## [DIRECTIONS FOR THIS TASK]
Give back exactly the lines of the material below, starting with the line with "The width and height of the screenshot is (767, 532)." and going on through the line with "Task: Click on".

┌─ DATA EXTRACTS

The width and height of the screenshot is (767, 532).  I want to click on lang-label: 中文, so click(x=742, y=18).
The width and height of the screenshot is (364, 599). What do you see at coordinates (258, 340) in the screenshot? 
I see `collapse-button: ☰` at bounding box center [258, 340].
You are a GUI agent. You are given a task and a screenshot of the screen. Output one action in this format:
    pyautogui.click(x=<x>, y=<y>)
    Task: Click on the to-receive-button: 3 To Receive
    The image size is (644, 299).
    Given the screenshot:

└─
┌─ DATA EXTRACTS

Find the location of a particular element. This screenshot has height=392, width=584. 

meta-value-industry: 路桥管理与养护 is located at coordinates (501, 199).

└─

## [SOLUTION FOR THIS PROBLEM]
The width and height of the screenshot is (767, 532).  I want to click on lang-label: 中文, so click(x=742, y=18).
The width and height of the screenshot is (364, 599). What do you see at coordinates (258, 340) in the screenshot? 
I see `collapse-button: ☰` at bounding box center [258, 340].
You are a GUI agent. You are given a task and a screenshot of the screen. Output one action in this format:
    pyautogui.click(x=<x>, y=<y>)
    Task: Click on the to-receive-button: 3 To Receive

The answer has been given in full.